"Because," she said with dignity, "I asked his aid in a certain matter, which d’Aiglemort may have believed dangerous to his plans."
"No." Barquiel L’Envers came upright on his couch. "Oh, no. You can’t mean to abide by it!"
"I can," she said, eyes blazing at him, "And I do!"
"No." He glared back at her. "If there’s a measure of truth to this tale…Ysandre, I can arrange a union with a Prince of the royal House of Aragon, who can bring two thousand spears to your aid!"
"The Lioness of Azzalle," Gaspar Trevalion remarked conversationally, "came a great deal closer to overthrowing the Crown than anyone realized. If she had succeeded in bringing the army of Maelcon the Usurper, the old Cruarch’s son, across the Strait, they would have swept across the country like a scythe."
Percy de Somerville shook his gold-grey head, speaking for the first time. "They’d have taken us unprepared, but they wouldn’t have made it across. Ghislain tried near the same tactic, at the King’s command. The Master of the Straits left no vessel unturned."
"No one can say why the Master of the Straits chooses as he does," Tibault de Toluard mused. "He let the old Cruarch cross, and no one knew why. If they
I repeated the name silently, wondering: Montrève?
Ysandre de la Courcel folded her hands in her lap, lifting her chin again. "At the age of sixteen," she said quietly, "I was promised to the Cruarch’s heir, his sister-son Drustan mab Necthana, the Prince of the Cruithne."
There is a thing that happens when a truth suddenly comes clear, a white blaze in which the pattern of it all manifests. I saw it then, in the presence of the Queen’s council.
"Delaunay!" I gasped, the word an agony of grief. "Ah, Elua, the message, Quintilius Rousse, the Master of the Straits…you sought passage for him, for the Pictish Prince, to D’Angeline soil! But why…why turn to Delaunay?"
"Anafiel Delaunay de Montrève." Ysandre gave me the ghost of a smile. "You never even knew his proper name, did you? His father, who is the Comte de Montrève, abjured him, when he tied his fate to my father’s and forebore to get heirs. He took his mother’s name as his own, then, for she loved him nonetheless. My lord de Toluard would know, being of Siovale."
"Sarafiel Delaunay," Roxanne de Mereliot, the Lady of Marsilikos, said unexpectedly, smiling. "She was Eisandine by birth. There is an old story in Eisande, of Elua and a fisher-lad named Delaunay. Sarafiel would have understood. She sent Anafiel to me to be fostered when he was a child."
"Blessed Elua!" It was almost too much information to bear, and I pressed the heels of my hands to my eyes. I felt Hyacinthe steady me, gripping my arms, and was grateful for it.
"My grandfather was already using Delaunay," Ysandre said, continuing ruthlessly. "He didn’t favor him, but he knew the strength of his oath, and the extent of his discretion. It was his will to learn if there was any merit left in an alliance with a deposed heir. I wanted somewhat else." Her composure slipped a little bit, and she whispered the last words. "Drustan mab Necthana."
Her words created a silence almost as great as Joscelin’s and mine had, broken by Barquiel L’Envers' abrupt laugh. "The
Ysandre’s eyes flared into life. "I want to wed the rightful heir to the Kingdom of Alba, to whom I am betrothed! Yes, uncle. And it is to that end that Anafiel Delaunay worked, and it is to prevent it that he was killed."
"But what…" It was Lord Rinforte who spoke, the Prefect of the Cassiline Brotherhood, his jaw working as he attempted to make sense of what had been said, "What has this to do with the Skaldi and the Duc d’Aiglemort?"
"Nothing," Ysandre said gently, "or everything."
It was then that I knew we would be a long time meeting.
A very long time.
Chapter Fifty-Nine
I will confess, like the others, I could not fathom Ysandre’s will in honoring her betrothal to the Prince of the Picti. A year ago, the romance of it might well have swept me away, but I had since been a barbarian lord’s bed-slave, and my blood was soured on the romance of the exotic.
Still, when she spoke of it, I came to some sympathy, for she spoke with precision and passion, rising to pace restlessly.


*WORK ORDER*
All of the entries are to be repeated exactly, with no pictures included.

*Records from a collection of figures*
_ _ _
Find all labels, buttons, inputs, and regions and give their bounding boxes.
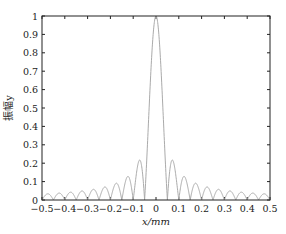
x-axis-label: x/mm bbox=[142, 216, 170, 227]
axis-ticks bbox=[42, 16, 270, 200]
x-tick-label: −0.2 bbox=[99, 203, 122, 214]
axes-frame bbox=[42, 16, 270, 200]
x-tick-label: 0.3 bbox=[217, 203, 232, 214]
x-tick-label: 0.5 bbox=[262, 203, 277, 214]
y-tick-label: 0.4 bbox=[23, 121, 38, 132]
x-tick-label: −0.1 bbox=[122, 203, 145, 214]
amplitude-chart: −0.5−0.4−0.3−0.2−0.100.10.20.30.40.5 00.… bbox=[0, 0, 286, 234]
x-tick-label: 0.2 bbox=[194, 203, 209, 214]
x-tick-label: 0 bbox=[153, 203, 159, 214]
x-tick-label: 0.4 bbox=[240, 203, 255, 214]
y-tick-label: 0.5 bbox=[23, 103, 38, 114]
y-tick-label: 0.7 bbox=[23, 66, 38, 77]
x-tick-label: −0.3 bbox=[76, 203, 99, 214]
y-tick-label: 0.1 bbox=[23, 176, 38, 187]
y-tick-label: 0.6 bbox=[23, 84, 38, 95]
y-tick-label: 0.8 bbox=[23, 47, 38, 58]
y-tick-labels: 00.10.20.30.40.50.60.70.80.91 bbox=[23, 11, 38, 206]
y-axis-label: 振幅y bbox=[2, 95, 14, 121]
y-tick-label: 0.3 bbox=[23, 139, 38, 150]
y-tick-label: 0 bbox=[32, 195, 38, 206]
x-tick-labels: −0.5−0.4−0.3−0.2−0.100.10.20.30.40.5 bbox=[30, 203, 277, 214]
y-tick-label: 0.2 bbox=[23, 158, 38, 169]
x-tick-label: −0.4 bbox=[53, 203, 76, 214]
y-tick-label: 0.9 bbox=[23, 29, 38, 40]
x-tick-label: 0.1 bbox=[171, 203, 186, 214]
amplitude-curve bbox=[42, 16, 270, 200]
y-tick-label: 1 bbox=[32, 11, 38, 22]
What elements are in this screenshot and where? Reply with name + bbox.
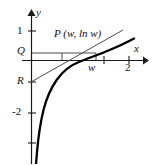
x-axis-label: x <box>134 43 139 54</box>
point-label-p: P (w, ln w) <box>54 28 101 39</box>
point-label-r: R <box>17 75 24 86</box>
point-label-q: Q <box>17 45 25 56</box>
x-tick-label-w: w <box>88 62 95 73</box>
y-tick-label-1: 1 <box>17 25 23 36</box>
x-axis-arrow <box>143 57 149 65</box>
figure-log-curve-tangent: y x 1 Q R -2 w 2 P (w, ln w) <box>0 0 153 164</box>
y-axis-label: y <box>36 7 41 18</box>
y-axis-arrow <box>28 9 36 16</box>
x-tick-label-2: 2 <box>125 62 131 73</box>
y-tick-label-minus2: -2 <box>12 106 21 117</box>
log-curve <box>36 39 134 165</box>
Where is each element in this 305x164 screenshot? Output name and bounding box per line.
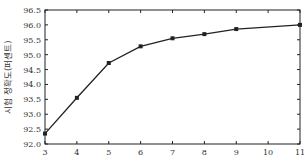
- data-point-marker: [107, 61, 111, 65]
- y-tick-label: 93.5: [23, 95, 41, 104]
- y-tick-label: 96.5: [23, 6, 41, 15]
- y-tick-label: 92.5: [23, 125, 41, 134]
- y-tick-label: 94.0: [23, 80, 41, 89]
- x-tick-label: 4: [74, 148, 79, 157]
- data-point-marker: [202, 32, 206, 36]
- x-tick-label: 10: [263, 148, 273, 157]
- x-tick-label: 3: [42, 148, 47, 157]
- plot-frame: [45, 10, 300, 144]
- y-axis-title: 시험 정확도(퍼센트): [3, 40, 13, 113]
- x-tick-label: 8: [202, 148, 207, 157]
- y-tick-label: 93.0: [23, 110, 41, 119]
- data-point-marker: [234, 27, 238, 31]
- line-chart: 92.092.593.093.594.094.595.095.596.096.5…: [0, 0, 305, 164]
- data-point-marker: [75, 96, 79, 100]
- data-point-marker: [43, 132, 47, 136]
- y-tick-label: 94.5: [23, 66, 41, 75]
- x-tick-label: 11: [295, 148, 305, 157]
- data-point-marker: [298, 23, 302, 27]
- x-axis-ticks: 34567891011: [42, 10, 305, 157]
- y-tick-label: 95.0: [23, 51, 41, 60]
- x-tick-label: 9: [234, 148, 239, 157]
- data-point-marker: [139, 44, 143, 48]
- data-series: [43, 23, 302, 136]
- x-tick-label: 7: [170, 148, 175, 157]
- data-point-marker: [171, 36, 175, 40]
- y-tick-label: 95.5: [23, 36, 41, 45]
- series-line: [45, 25, 300, 134]
- y-tick-label: 92.0: [23, 140, 41, 149]
- x-tick-label: 5: [106, 148, 111, 157]
- y-tick-label: 96.0: [23, 21, 41, 30]
- x-tick-label: 6: [138, 148, 143, 157]
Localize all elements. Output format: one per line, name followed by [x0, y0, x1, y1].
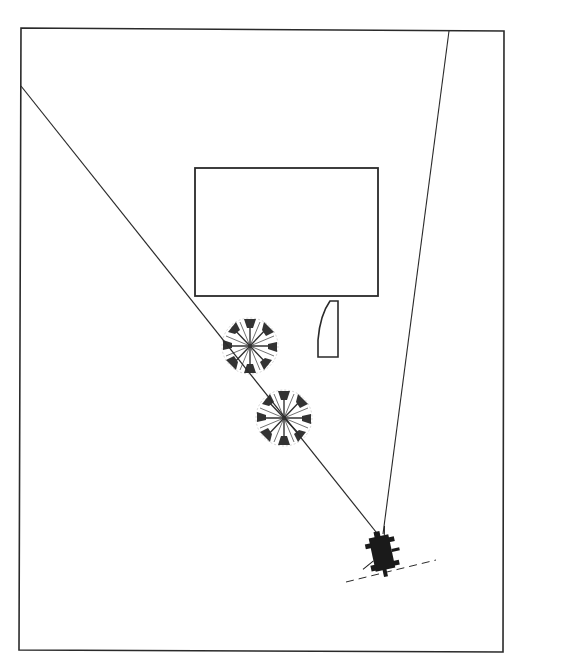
_ _ _
*RESPONSE AREA*
Find all labels, buttons, inputs, and regions and give their bounding boxes.
x-axis-label: x/mm bbox=[142, 216, 170, 227]
axis-ticks bbox=[42, 16, 270, 200]
x-tick-label: −0.2 bbox=[99, 203, 122, 214]
axes-frame bbox=[42, 16, 270, 200]
x-tick-label: 0.3 bbox=[217, 203, 232, 214]
x-tick-label: 0.5 bbox=[262, 203, 277, 214]
y-tick-label: 0.4 bbox=[23, 121, 38, 132]
x-tick-label: −0.1 bbox=[122, 203, 145, 214]
amplitude-chart: −0.5−0.4−0.3−0.2−0.100.10.20.30.40.5 00.… bbox=[0, 0, 286, 234]
x-tick-label: 0.2 bbox=[194, 203, 209, 214]
x-tick-label: 0 bbox=[153, 203, 159, 214]
x-tick-label: 0.4 bbox=[240, 203, 255, 214]
y-tick-label: 0.5 bbox=[23, 103, 38, 114]
y-tick-label: 0.7 bbox=[23, 66, 38, 77]
x-tick-label: −0.3 bbox=[76, 203, 99, 214]
y-tick-label: 0.1 bbox=[23, 176, 38, 187]
y-tick-label: 0.6 bbox=[23, 84, 38, 95]
y-tick-label: 0.8 bbox=[23, 47, 38, 58]
y-tick-labels: 00.10.20.30.40.50.60.70.80.91 bbox=[23, 11, 38, 206]
y-axis-label: 振幅y bbox=[2, 95, 14, 121]
y-tick-label: 0.3 bbox=[23, 139, 38, 150]
y-tick-label: 0 bbox=[32, 195, 38, 206]
x-tick-labels: −0.5−0.4−0.3−0.2−0.100.10.20.30.40.5 bbox=[30, 203, 277, 214]
y-tick-label: 0.2 bbox=[23, 158, 38, 169]
x-tick-label: −0.4 bbox=[53, 203, 76, 214]
y-tick-label: 0.9 bbox=[23, 29, 38, 40]
x-tick-label: 0.1 bbox=[171, 203, 186, 214]
amplitude-curve bbox=[42, 16, 270, 200]
y-tick-label: 1 bbox=[32, 11, 38, 22]
What elements are in this screenshot and where? Reply with name + bbox.
x-axis-label: x <box>134 43 139 54</box>
point-label-p: P (w, ln w) <box>54 28 101 39</box>
point-label-r: R <box>17 75 24 86</box>
point-label-q: Q <box>17 45 25 56</box>
x-tick-label-w: w <box>88 62 95 73</box>
y-tick-label-1: 1 <box>17 25 23 36</box>
x-axis-arrow <box>143 57 149 65</box>
figure-log-curve-tangent: y x 1 Q R -2 w 2 P (w, ln w) <box>0 0 153 164</box>
y-axis-label: y <box>36 7 41 18</box>
y-axis-arrow <box>28 9 36 16</box>
x-tick-label-2: 2 <box>125 62 131 73</box>
y-tick-label-minus2: -2 <box>12 106 21 117</box>
log-curve <box>36 39 134 165</box>
Where is each element in this 305x164 screenshot? Output name and bounding box per line.
- data-point-marker: [107, 61, 111, 65]
- y-tick-label: 93.5: [23, 95, 41, 104]
- y-tick-label: 96.5: [23, 6, 41, 15]
- y-tick-label: 92.5: [23, 125, 41, 134]
- y-tick-label: 94.0: [23, 80, 41, 89]
- x-tick-label: 4: [74, 148, 79, 157]
- data-point-marker: [202, 32, 206, 36]
- x-tick-label: 10: [263, 148, 273, 157]
- x-tick-label: 3: [42, 148, 47, 157]
- plot-frame: [45, 10, 300, 144]
- y-axis-title: 시험 정확도(퍼센트): [3, 40, 13, 113]
- x-tick-label: 8: [202, 148, 207, 157]
- y-tick-label: 93.0: [23, 110, 41, 119]
- data-point-marker: [234, 27, 238, 31]
- line-chart: 92.092.593.093.594.094.595.095.596.096.5…: [0, 0, 305, 164]
- data-point-marker: [75, 96, 79, 100]
- data-point-marker: [43, 132, 47, 136]
- y-tick-label: 94.5: [23, 66, 41, 75]
- x-tick-label: 11: [295, 148, 305, 157]
- data-point-marker: [298, 23, 302, 27]
- x-axis-ticks: 34567891011: [42, 10, 305, 157]
- y-tick-label: 95.0: [23, 51, 41, 60]
- x-tick-label: 9: [234, 148, 239, 157]
- data-point-marker: [139, 44, 143, 48]
- data-series: [43, 23, 302, 136]
- x-tick-label: 7: [170, 148, 175, 157]
- data-point-marker: [171, 36, 175, 40]
- y-tick-label: 95.5: [23, 36, 41, 45]
- series-line: [45, 25, 300, 134]
- y-tick-label: 92.0: [23, 140, 41, 149]
- x-tick-label: 5: [106, 148, 111, 157]
- y-tick-label: 96.0: [23, 21, 41, 30]
- x-tick-label: 6: [138, 148, 143, 157]
Localize all elements. Output format: one per line, name followed by [x0, y0, x1, y1].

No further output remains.